Try fooling people to pay more for an airline seat.
Try keeping people from talking with each other about your service.
You can't do it.
On the flip side, try hiding the passion and enthusiasm of your best people.
And, try keeping your secret sauce a secret.
Or, try keeping people from spreading your fabulous idea.
You can't do that either.
So, are you going to do average work, spending time to keep people in the dark, hoping to find a few suckers? Or, are you going to get busy doing things you want people to talk about.
Unfortunately, you have to decide.
A lot of us spend a great deal of time, energy and resources trying to be like someone else. Our goal is to replicate everything they've done that's good, and then one up it. Better is the sweet spot. The problem is that virtually all of us will fail for two reasons. First, those that we are planning to overtake aren't standing still...they're getting better too. Second, we don't have the advantage of being first and owning the edge...they do.
The idea of being like the iPhone, Four Seasons or Haagen Dazs feels like a safe path. We rationalize that even if we fall short, we'll be good enough to steal a small part of the market. It's also much easier to copy someone else's story rather than inventing our own. That may have worked five or ten years ago because there weren't nearly as many choices and there was room for runner-ups. Now, there are hundreds and thousands of companies (often small ones) who are willing to risk everything to create their own stamp, their own edge. Those companies are the ones getting the attention, chipping away and stealing share. It's not the ones trying be like someone else.
Easy vs. Hard
Follow vs. Lead
Like vs. Unlike
You decide...choose wisely.
Do your recruitment and hiring practices tell your hospitality story? Is it quickly apparent to an outsider that this isn’t just another job?

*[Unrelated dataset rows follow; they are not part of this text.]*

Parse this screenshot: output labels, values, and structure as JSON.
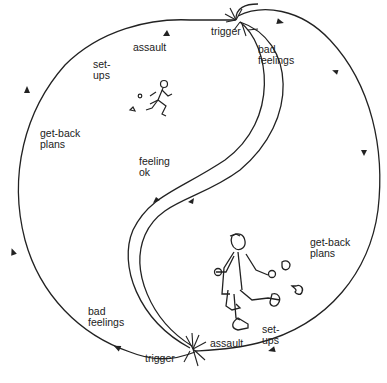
{
  "diagram": {
    "type": "cycle-diagram",
    "colors": {
      "line": "#222222",
      "background": "#ffffff"
    },
    "top_cycle": {
      "labels": {
        "trigger": "trigger",
        "bad_feelings_line1": "bad",
        "bad_feelings_line2": "feelings",
        "assault": "assault",
        "setups_line1": "set-",
        "setups_line2": "ups",
        "getback_line1": "get-back",
        "getback_line2": "plans"
      }
    },
    "center": {
      "feeling_ok_line1": "feeling",
      "feeling_ok_line2": "ok"
    },
    "bottom_cycle": {
      "labels": {
        "getback_line1": "get-back",
        "getback_line2": "plans",
        "setups_line1": "set-",
        "setups_line2": "ups",
        "assault": "assault",
        "trigger": "trigger",
        "bad_feelings_line1": "bad",
        "bad_feelings_line2": "feelings"
      }
    },
    "figures": [
      {
        "name": "small-running-man",
        "position": "upper-left of center"
      },
      {
        "name": "large-running-man",
        "position": "lower-right of center"
      }
    ]
  }
}
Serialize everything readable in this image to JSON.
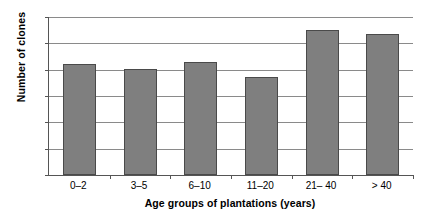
{
  "chart_data": {
    "type": "bar",
    "title": "",
    "xlabel": "Age groups of plantations (years)",
    "ylabel": "Number of clones",
    "categories": [
      "0–2",
      "3–5",
      "6–10",
      "11–20",
      "21– 40",
      "> 40"
    ],
    "values": [
      21.0,
      20.2,
      21.4,
      18.6,
      27.5,
      26.7
    ],
    "series": [
      {
        "name": "Number of clones",
        "values": [
          21.0,
          20.2,
          21.4,
          18.6,
          27.5,
          26.7
        ]
      }
    ],
    "ylim": [
      0,
      30
    ],
    "yticks": [
      0,
      5,
      10,
      15,
      20,
      25,
      30
    ],
    "ytick_labels": [
      "0",
      "5",
      "10",
      "15",
      "20",
      "25",
      "30"
    ],
    "grid": "horizontal",
    "legend": "none",
    "bar_color": "#7f7f7f",
    "bar_border_color": "#4a4a4a",
    "gridline_color": "#8a8a8a",
    "axis_color": "#555555",
    "background_color": "#ffffff"
  }
}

If so, how? If not, why not?
Do you need to announce (post) job openings in the same place everyone else does? Why?
Does your culture and reputation attract the best prospects on it’s own?
Do you actively build relationships in the hives where your best prospects live/work/learn/play?
Which way to you lean with these practices?
Hiring for hospitality is much harder than posting a job and hoping applicants find you. It takes months, perhaps years of cultivation and nurturing of the right audiences.
Sometimes you have budding artists on your team. Have you recognized them? Have you nurtured them? Do you have a good chance (or any chance) of keeping them?
Do you…
Sometimes you have people on your team that stand in the way…impede your progress and keep their colleagues from being successful artists. What are you doing to challenge them?
These people…
What are you doing to keep the passion and enthusiasm from escaping?
If you’ll agree that a primary goal of any company is to create an audience of loyal raving fans, then you might consider the following…
Simply making something better or cheaper isn’t effective any more. You’re not likely to own cheapest or best quality. But, you have a really good chance of being the best in your market at the delivery…the use of care, warmth and comfort as your edge. The best chance to accomplish this is to infuse the Art of Hospitality into everything you do.
I define the Art of Hospitality this way…give people more than they want, deliver it in a meaningful way, and show them you care. Please give attention to some key words…
Now, here’s the hardest and most important step to reaching your goal…hiring the artists to do the work. Recruiting and hiring an artist is different than hiring someone to complete tasks. The idea flow goes like this…
If we are here to deliver the Art of Hospitality, we require artists.
If we require artists, we don’t need people who just do jobs.
If being an artist requires passion and enthusiasm for something, we deserve to know if a person has it.
They should show us. Not just tell us in an interview.
Artists can’t wait to show you what they’ve done.
If a person is an artist, how will their art and passion help our organization move forward?
Bonus: Can they lead? Do they solve interesting problems…in an interesting way?
Pitfalls…
Every time we have a job opening, we have a chance to hire someone remarkable…an artist. Sometimes, we settle for less. We shouldn’t…because it greatly limits our ability to achieve our goal.